The response was reluctant.
He felt no acknowledgement from the ship, and no further touch upon his mind. It was Tarman’s way, and for himself, Leftrin was grateful that his liveship was more taciturn than most. He did not think he could have enjoyed a chatterbox like the
That brought a tiny nudge from Tarman.
And again, there was no acknowledgement of Leftrin’s remark. But that was what he’d expected.
Malta looked around her in a daze. A long corridor led off into gently lit dimness. At intervals, doors opened off it, most closed but a few ajar. ‘Any open door?’ she asked wearily.
‘Any open door,’ Alise Finbok affirmed. ‘If a keeper has already claimed a room, then the door is closed. And most of them were long ago locked by their previous owners and we haven’t found any way to open them. I’d suggest one of those last three at the end of the hall. They are larger with several chambers and beds. We think that perhaps they were for visiting delegations from other cities. Of course, we have no basis for that theory, other than it was the only one any of us could imagine.’
‘Thank you.’ The two words were almost more than Malta could manage. Her body was still flushed from a hot bath and her hair was damp on her shoulders. They had been the only inhabitants of the dragon baths. Malta vaguely appreciated that at any other time she would have been awed by the immense chamber with the distant ceilings and the magic of the hot flowing water. But sorrow and weariness had driven all wonder from her heart. In a daze, she had rubbed days of salty sweat from her body. The hot water had drained away the aches from her bones, but also the last of her stubborn strength.
Alise had been so kind as to hold the wailing Phron while Malta bathed and washed her hair. He was quiet now in her arms, but Malta could feel that his little body was slack with weariness, not sleepy and content. He had cried himself out in Alise’s arms and come back to his mother as limp as a rag doll. He had seemed to be asleep when she had gently lowered his little body into the water. But his eyes had opened at its embrace, and she had been pleased to see him stretch out in the steaming bath and wave his little arms and legs about in it. He had patted the water’s surface and looked first startled and then pleased at the splashes he made. She had smiled to see him behave so much like an ordinary child. But as the coloured scales on his body had flushed and then deepened in hue, she had known a wave of uneasiness. ‘Something is happening to him!’
‘That happened to the keepers, too,’ Alise had assured her. She had waited at the edge of the immense tub, a drying cloth open and ready to receive the baby. Malta had smiled up at her. The Bingtown woman had not changed nearly as much as the other members of the expedition. It took a discerning eye to notice the scaling behind her eyebrows and on the backs of her hands. Her words still held the intonation of the scholar. ‘The hot water made the dragons grow quite a bit and seemed to ease their aching. We could literally see the colours spreading on their wings and then deepening. They stretched, and their bodies seemed to take on a new alignment. And they grew, some startlingly. Tinder went from pale lavender to a deep purple with gold tracery. Spit had always had a rather stubby tail. Now it seems the appropriate length for his body. After a day or two of access to the water and warmth, almost all the dragons could take flight from the ground. And now, of course, they all can. The keepers experienced similar changes: brighter colours, lengthening limbs. Thymara’s wings are astonishing now.’
‘Wings?’
The older woman nodded. ‘Wings. And Sylve may be growing a crest on her brow.’
‘Did I change?’ Malta had asked her immediately.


• WHAT IS REQUIRED:
Find the string "management" in the records and copy each line where it occurs.
# # # # #
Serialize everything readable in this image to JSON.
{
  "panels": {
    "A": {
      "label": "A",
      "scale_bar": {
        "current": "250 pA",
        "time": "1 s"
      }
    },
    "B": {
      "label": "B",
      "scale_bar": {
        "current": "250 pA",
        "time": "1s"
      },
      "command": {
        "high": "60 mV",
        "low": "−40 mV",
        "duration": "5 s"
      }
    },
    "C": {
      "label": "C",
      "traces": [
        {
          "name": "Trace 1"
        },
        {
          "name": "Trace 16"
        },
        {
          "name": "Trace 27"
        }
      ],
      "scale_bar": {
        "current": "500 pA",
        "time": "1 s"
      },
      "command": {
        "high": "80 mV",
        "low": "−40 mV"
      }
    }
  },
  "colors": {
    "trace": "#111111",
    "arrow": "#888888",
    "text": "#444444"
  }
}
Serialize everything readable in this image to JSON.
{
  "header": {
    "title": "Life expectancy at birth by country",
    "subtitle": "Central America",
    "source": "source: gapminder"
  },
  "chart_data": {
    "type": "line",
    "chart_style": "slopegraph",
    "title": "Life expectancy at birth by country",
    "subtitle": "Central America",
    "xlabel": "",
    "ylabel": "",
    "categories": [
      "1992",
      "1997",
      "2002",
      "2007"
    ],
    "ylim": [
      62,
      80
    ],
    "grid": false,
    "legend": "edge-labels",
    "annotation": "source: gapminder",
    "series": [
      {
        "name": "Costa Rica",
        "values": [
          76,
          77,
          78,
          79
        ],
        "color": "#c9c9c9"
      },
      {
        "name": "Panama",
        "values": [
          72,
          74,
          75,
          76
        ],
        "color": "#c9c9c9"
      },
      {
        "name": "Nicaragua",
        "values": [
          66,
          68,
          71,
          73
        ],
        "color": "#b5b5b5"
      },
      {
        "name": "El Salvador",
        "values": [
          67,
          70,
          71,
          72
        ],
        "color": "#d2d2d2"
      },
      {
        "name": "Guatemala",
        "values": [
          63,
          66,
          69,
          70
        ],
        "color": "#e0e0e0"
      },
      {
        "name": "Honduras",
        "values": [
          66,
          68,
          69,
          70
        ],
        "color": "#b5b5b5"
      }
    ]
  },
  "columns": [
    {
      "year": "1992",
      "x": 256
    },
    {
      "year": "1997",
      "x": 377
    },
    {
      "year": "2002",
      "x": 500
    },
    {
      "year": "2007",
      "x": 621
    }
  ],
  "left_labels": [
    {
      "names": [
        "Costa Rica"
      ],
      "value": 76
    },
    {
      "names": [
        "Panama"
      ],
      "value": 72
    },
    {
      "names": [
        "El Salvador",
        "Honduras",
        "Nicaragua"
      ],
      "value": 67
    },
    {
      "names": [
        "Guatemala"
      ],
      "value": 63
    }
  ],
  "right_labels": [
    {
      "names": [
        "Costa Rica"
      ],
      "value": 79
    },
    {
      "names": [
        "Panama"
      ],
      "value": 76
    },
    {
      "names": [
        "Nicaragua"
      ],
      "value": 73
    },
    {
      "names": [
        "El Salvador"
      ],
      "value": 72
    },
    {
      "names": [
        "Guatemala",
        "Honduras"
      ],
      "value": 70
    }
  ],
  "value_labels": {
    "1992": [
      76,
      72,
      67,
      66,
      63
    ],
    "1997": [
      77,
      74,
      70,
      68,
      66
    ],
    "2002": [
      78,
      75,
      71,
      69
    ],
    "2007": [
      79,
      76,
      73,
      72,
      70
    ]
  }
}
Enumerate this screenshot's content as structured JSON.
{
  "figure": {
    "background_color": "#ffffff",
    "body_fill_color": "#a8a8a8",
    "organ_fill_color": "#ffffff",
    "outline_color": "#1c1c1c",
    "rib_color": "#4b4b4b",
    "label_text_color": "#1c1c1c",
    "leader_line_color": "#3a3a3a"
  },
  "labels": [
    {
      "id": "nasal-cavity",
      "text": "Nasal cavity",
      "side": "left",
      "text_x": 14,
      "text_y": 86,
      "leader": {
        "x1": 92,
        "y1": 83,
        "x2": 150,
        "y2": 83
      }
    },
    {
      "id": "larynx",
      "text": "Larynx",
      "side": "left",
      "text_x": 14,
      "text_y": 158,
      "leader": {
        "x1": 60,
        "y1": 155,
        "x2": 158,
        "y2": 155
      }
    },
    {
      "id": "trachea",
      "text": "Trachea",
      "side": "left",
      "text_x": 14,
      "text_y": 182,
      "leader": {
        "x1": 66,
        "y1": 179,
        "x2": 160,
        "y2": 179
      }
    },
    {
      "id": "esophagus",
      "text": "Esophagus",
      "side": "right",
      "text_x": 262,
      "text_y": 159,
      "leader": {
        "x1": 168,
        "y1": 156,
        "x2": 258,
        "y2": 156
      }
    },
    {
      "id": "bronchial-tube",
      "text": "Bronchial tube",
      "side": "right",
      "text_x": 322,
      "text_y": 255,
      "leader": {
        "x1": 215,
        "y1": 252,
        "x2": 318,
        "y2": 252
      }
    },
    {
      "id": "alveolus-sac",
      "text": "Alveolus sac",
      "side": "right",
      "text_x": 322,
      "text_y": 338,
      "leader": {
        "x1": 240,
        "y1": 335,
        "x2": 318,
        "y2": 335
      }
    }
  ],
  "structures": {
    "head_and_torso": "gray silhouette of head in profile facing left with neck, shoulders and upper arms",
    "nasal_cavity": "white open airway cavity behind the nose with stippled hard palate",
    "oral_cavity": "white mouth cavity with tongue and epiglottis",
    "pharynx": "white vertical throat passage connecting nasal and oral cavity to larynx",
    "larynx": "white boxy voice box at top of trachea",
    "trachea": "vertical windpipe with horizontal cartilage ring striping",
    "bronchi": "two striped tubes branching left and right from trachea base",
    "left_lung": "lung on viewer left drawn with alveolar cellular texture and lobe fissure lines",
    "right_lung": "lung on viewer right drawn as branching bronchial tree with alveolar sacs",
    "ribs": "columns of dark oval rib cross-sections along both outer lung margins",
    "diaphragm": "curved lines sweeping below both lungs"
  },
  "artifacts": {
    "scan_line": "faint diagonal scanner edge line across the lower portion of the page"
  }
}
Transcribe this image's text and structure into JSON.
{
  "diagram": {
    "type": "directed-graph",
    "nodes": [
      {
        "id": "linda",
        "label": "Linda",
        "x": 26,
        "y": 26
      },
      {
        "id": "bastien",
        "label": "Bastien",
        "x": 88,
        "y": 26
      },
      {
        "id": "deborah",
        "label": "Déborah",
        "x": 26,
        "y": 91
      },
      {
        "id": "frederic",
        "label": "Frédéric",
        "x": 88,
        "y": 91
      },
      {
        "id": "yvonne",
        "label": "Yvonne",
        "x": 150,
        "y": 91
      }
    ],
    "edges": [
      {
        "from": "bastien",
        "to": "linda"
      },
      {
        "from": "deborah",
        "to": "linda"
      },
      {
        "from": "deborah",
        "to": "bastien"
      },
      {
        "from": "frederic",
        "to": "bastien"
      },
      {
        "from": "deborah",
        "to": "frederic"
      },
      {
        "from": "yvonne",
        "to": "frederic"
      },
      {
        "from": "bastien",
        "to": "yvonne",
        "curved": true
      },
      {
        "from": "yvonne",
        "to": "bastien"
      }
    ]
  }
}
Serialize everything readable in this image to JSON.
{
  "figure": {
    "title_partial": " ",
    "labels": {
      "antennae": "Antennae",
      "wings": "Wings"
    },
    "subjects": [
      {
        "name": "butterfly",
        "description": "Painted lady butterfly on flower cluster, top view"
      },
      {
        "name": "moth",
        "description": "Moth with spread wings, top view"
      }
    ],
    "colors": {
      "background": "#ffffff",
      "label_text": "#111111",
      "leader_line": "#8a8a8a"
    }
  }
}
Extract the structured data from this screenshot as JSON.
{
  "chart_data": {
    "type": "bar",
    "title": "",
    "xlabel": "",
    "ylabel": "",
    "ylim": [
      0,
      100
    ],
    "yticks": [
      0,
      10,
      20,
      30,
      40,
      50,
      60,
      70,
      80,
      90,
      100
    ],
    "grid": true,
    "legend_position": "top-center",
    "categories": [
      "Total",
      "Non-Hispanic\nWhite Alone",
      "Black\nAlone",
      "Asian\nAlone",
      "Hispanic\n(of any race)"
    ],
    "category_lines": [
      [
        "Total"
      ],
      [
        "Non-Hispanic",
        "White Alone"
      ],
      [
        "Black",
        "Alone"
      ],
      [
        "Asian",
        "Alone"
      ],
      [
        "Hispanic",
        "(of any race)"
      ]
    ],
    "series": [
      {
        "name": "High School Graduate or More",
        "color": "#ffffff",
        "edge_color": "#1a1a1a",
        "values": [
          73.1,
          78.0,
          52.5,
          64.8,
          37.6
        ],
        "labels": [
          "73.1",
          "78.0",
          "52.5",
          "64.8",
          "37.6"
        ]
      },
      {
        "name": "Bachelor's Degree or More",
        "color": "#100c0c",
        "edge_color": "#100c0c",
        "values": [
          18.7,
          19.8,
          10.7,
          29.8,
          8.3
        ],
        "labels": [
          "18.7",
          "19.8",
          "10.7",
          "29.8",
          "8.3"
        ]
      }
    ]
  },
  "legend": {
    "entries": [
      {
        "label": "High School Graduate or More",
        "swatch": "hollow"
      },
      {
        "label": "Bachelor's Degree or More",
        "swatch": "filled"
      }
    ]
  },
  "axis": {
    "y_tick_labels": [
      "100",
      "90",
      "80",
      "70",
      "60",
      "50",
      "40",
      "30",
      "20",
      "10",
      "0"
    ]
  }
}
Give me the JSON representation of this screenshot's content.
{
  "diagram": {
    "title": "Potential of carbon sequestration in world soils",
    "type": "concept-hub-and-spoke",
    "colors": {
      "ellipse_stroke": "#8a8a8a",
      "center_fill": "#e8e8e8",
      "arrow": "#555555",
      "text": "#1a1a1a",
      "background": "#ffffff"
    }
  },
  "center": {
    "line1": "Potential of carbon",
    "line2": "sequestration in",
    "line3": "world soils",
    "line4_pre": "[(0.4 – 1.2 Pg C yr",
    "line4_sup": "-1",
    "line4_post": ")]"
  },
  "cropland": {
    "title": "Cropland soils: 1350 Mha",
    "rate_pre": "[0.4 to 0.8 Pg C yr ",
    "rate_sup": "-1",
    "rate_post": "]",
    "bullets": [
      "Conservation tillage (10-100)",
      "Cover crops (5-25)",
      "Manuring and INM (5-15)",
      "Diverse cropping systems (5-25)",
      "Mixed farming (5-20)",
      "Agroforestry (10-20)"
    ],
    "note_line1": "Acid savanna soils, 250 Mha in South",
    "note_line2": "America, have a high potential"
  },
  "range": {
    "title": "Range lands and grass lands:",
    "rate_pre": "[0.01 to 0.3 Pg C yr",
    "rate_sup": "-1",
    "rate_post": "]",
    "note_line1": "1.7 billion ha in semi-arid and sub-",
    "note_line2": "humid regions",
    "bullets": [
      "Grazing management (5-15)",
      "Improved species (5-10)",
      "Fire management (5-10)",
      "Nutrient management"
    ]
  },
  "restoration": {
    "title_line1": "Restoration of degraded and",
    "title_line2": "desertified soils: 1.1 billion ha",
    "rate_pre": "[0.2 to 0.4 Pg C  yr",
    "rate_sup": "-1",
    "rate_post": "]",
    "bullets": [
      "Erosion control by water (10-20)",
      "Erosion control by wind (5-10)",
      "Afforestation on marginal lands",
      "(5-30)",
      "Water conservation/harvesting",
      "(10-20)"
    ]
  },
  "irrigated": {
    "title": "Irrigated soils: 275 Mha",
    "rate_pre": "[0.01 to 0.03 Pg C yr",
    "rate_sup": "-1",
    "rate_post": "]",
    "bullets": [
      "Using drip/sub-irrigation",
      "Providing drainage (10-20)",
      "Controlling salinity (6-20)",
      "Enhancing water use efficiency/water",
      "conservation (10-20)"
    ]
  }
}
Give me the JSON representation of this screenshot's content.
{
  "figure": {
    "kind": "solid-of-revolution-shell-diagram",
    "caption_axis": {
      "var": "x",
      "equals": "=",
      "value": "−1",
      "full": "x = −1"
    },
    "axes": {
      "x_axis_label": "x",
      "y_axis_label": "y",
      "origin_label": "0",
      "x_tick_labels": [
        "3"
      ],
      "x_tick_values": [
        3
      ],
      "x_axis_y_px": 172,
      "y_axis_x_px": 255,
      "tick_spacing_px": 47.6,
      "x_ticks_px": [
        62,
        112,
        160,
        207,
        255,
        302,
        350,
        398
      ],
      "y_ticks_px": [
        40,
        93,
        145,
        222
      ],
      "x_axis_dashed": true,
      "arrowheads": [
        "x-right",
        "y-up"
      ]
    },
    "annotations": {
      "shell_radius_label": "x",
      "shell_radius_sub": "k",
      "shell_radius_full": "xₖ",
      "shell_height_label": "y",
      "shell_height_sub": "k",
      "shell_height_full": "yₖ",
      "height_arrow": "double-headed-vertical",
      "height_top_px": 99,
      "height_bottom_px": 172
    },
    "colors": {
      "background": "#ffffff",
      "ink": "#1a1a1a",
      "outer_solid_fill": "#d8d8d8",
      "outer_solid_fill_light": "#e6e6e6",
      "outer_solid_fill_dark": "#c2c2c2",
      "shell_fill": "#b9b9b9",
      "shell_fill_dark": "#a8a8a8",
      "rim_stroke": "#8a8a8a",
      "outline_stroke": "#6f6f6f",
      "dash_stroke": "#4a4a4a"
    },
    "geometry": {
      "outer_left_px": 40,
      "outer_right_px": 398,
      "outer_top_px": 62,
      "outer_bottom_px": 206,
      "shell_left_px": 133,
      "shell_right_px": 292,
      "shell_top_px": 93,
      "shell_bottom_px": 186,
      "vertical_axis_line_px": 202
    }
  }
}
# # # # #
• RESPONSE BOX:
      "Grazing management (5-15)",
      "Fire management (5-10)",
      "Nutrient management"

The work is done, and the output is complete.